Wednesday, May 11, 2016

Hey! I think I found why Sean Malstrom wants to off 3D Mario!

It is not that I dislike 3d Mario. I think Mario 64 is a very well crafted game. I just despise having 3d Mario being rammed down my throat in a desperate attempt for it to replace 2d Mario.
-- Sean Malstrom, Purpose of 3DS 

So, Mario started off as THE 2D platformer, beginning life as a unique skill game with a designated ending. This game was a bridge between the endless challenges of arcade games and the ending contests of carnival games.  Donkey Kong Jr. followed suit. Mario spawned a small line of arcade platformers: Wrecking Crew, Donkey Kong 3, and Mario Bros were all made available. Mario was quite recognizable as a 2D platform arcade character, but it was not until 1985 that he was made a global icon.

Super Mario Bros. was perfectly designed, and set Mario in place as a worldwide icon for video games. Everyone knew what Mario was and did. This game sold system after system after system. The Great Giana Sisters were an attempt to ape Mario, and became infamous for it. There were countless other clones. Platformers went on to flourish. Mario had to make a return trip. Japan's attempt was... not good.

It was basically a highly difficult mission-pack for the first game. There were new levels and some new objects and elements, sure, but it felt too close to the first to be anything special. We'd already seen similar things, but they were for specialized purposes: VS., Special, All Night Nippon... This was the "sequel" to SMB1. Japan flunked, and Nintendo of America knew it! Instead, Nintendo took Miyamoto's discarded plan for a new Mario game, which had already materialized as Doki Doki Panic, and decided to build a whole new Mario around it. And it worked!

The Mario TV show combined both Super Mario Bros. games equally for elements. Building a fantastic world was what Mario was about. Super Mario Bros. 3 learned from this. Mario was a flagpost, THE flagpost even!

This main Mario product vanished in 1998 after the failure of SMW2. Mario had no main focus anymore, which was VERY evident in the Gamecube era. The DS brought him back to his prime stomping ground, and he mostly kept there throughout the future. However, these games decayed over time. People noticed this decay, and as Nintendo tried to bridge the gap, they simply hoped 2D would get better, and felt they were forced into 3D. Too bad most 3D games felt the decay as well.

Hence for Mario, the world is flat.  Yet I don't understand why Malstrom changed his tune to thinking 3d is inherently bad.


What to do:
What lines in the listing include "Knowledge"? Return a copy of each.

===== Provided information

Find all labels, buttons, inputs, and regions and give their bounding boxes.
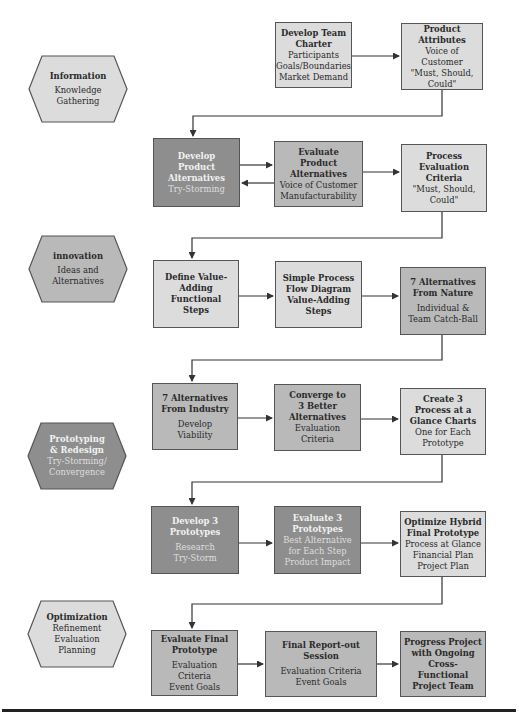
step-title: Converge to (289, 390, 346, 401)
step-title: with Ongoing (411, 648, 474, 659)
step-detail: Financial Plan (413, 550, 474, 561)
phase-detail: Planning (58, 645, 96, 656)
step-detail: Try-Storm (173, 553, 216, 564)
step-title: Evaluate Final (161, 634, 228, 645)
step-title: Session (303, 651, 339, 662)
step-detail: Develop (178, 419, 212, 430)
step-title: Steps (183, 305, 209, 316)
step-title: Prototypes (292, 524, 342, 535)
step-detail: Product Impact (285, 557, 351, 568)
step-detail: Viability (177, 430, 212, 441)
step-develop-3-prototypes: Develop 3 Prototypes Research Try-Storm (151, 506, 239, 574)
phase-detail: Alternatives (52, 276, 103, 287)
bottom-rule-divider (2, 709, 516, 712)
step-develop-team-charter: Develop Team Charter Participants Goals/… (275, 22, 352, 88)
step-title: Value-Adding (287, 295, 350, 306)
step-title: Adding (179, 283, 212, 294)
phase-detail: Convergence (49, 467, 105, 478)
phase-detail: Try-Storming/ (47, 456, 107, 467)
step-alternatives-from-nature: 7 Alternatives From Nature Individual & … (400, 267, 486, 335)
step-detail: Evaluation Criteria (280, 666, 361, 677)
step-title: 7 Alternatives (162, 393, 228, 404)
step-detail: Participants (288, 50, 339, 61)
step-progress-project: Progress Project with Ongoing Cross-Func… (400, 631, 486, 697)
step-process-evaluation-criteria: Process Evaluation Criteria "Must, Shoul… (401, 144, 487, 212)
step-detail: Goals/Boundaries (276, 61, 351, 72)
phase-innovation-hexagon: innovation Ideas and Alternatives (28, 235, 128, 303)
step-evaluate-3-prototypes: Evaluate 3 Prototypes Best Alternative f… (274, 506, 361, 574)
step-optimize-hybrid-prototype: Optimize Hybrid Final Prototype Process … (400, 511, 486, 577)
step-title: Final Report-out (282, 640, 360, 651)
step-title: Develop 3 (172, 516, 218, 527)
step-title: Functional (171, 294, 221, 305)
step-title: Cross-Functional (404, 659, 482, 681)
step-detail: Could" (428, 79, 457, 90)
step-detail: Evaluation Criteria (155, 660, 234, 682)
step-title: 3 Better (298, 401, 337, 412)
phase-detail: Gathering (57, 96, 100, 107)
phase-detail: Knowledge (54, 85, 101, 96)
step-detail: Criteria (301, 434, 334, 445)
step-alternatives-from-industry: 7 Alternatives From Industry Develop Via… (152, 383, 238, 450)
step-title: From Industry (161, 404, 228, 415)
step-title: Develop (178, 151, 215, 162)
step-detail: for Each Step (288, 546, 346, 557)
step-detail: Voice of Customer (280, 180, 358, 191)
step-simple-process-flow-diagram: Simple Process Flow Diagram Value-Adding… (275, 261, 362, 328)
step-detail: "Must, Should, (410, 68, 473, 79)
step-title: Project Team (412, 681, 473, 692)
step-title: Create 3 (423, 394, 463, 405)
step-title: Process at a (415, 405, 472, 416)
step-title: Steps (306, 306, 332, 317)
step-title: Final Prototype (407, 528, 479, 539)
step-title: Prototype (172, 645, 218, 656)
step-detail: Best Alternative (283, 535, 352, 546)
step-detail: Event Goals (169, 682, 220, 693)
step-title: Prototypes (170, 527, 220, 538)
step-detail: Manufacturability (280, 191, 356, 202)
step-detail: Voice of Customer (405, 46, 479, 68)
step-title: Product (178, 162, 215, 173)
step-title: Develop Team (281, 28, 346, 39)
step-detail: Try-Storming (168, 184, 225, 195)
step-detail: One for Each (415, 427, 471, 438)
phase-title-line2: & Redesign (50, 445, 104, 456)
step-create-3-process-charts: Create 3 Process at a Glance Charts One … (400, 388, 486, 455)
step-detail: Individual & (417, 303, 470, 314)
step-detail: Event Goals (296, 677, 347, 688)
step-title: Evaluate (298, 147, 339, 158)
step-title: Alternatives (168, 173, 225, 184)
step-title: Product (300, 158, 337, 169)
step-title: Evaluate 3 (293, 513, 342, 524)
step-evaluate-product-alternatives: Evaluate Product Alternatives Voice of C… (274, 141, 363, 207)
phase-prototyping-hexagon: Prototyping & Redesign Try-Storming/ Con… (27, 422, 127, 490)
phase-title: Information (50, 71, 107, 82)
step-detail: Evaluation (295, 423, 340, 434)
phase-title: Prototyping (49, 434, 104, 445)
step-title: Charter (295, 39, 331, 50)
step-detail: "Must, Should, (412, 184, 475, 195)
phase-optimization-hexagon: Optimization Refinement Evaluation Plann… (27, 600, 127, 668)
step-title: Process (426, 151, 462, 162)
step-detail: Team Catch-Ball (408, 314, 478, 325)
step-evaluate-final-prototype: Evaluate Final Prototype Evaluation Crit… (151, 630, 238, 696)
step-title: Alternatives (289, 412, 346, 423)
step-title: Product (423, 24, 460, 35)
step-title: From Nature (413, 288, 473, 299)
step-title: Evaluation (419, 162, 469, 173)
phase-detail: Refinement (53, 623, 102, 634)
phase-information-hexagon: Information Knowledge Gathering (28, 55, 128, 123)
step-define-value-adding-steps: Define Value- Adding Functional Steps (153, 260, 239, 328)
step-title: Simple Process (283, 273, 355, 284)
step-detail: Project Plan (417, 561, 469, 572)
phase-detail: Evaluation (54, 634, 99, 645)
step-detail: Process at Glance (405, 539, 481, 550)
step-detail: Could" (430, 195, 459, 206)
step-title: Glance Charts (410, 416, 476, 427)
step-title: Progress Project (404, 637, 482, 648)
step-detail: Research (175, 542, 215, 553)
step-detail: Market Demand (279, 72, 348, 83)
step-title: Attributes (418, 35, 466, 46)
step-title: Alternatives (290, 169, 347, 180)
step-develop-product-alternatives: Develop Product Alternatives Try-Stormin… (153, 138, 240, 207)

==========

Solution to the exercise:
phase-detail: Knowledge (54, 85, 101, 96)
phase-information-hexagon: Information Knowledge Gathering (28, 55, 128, 123)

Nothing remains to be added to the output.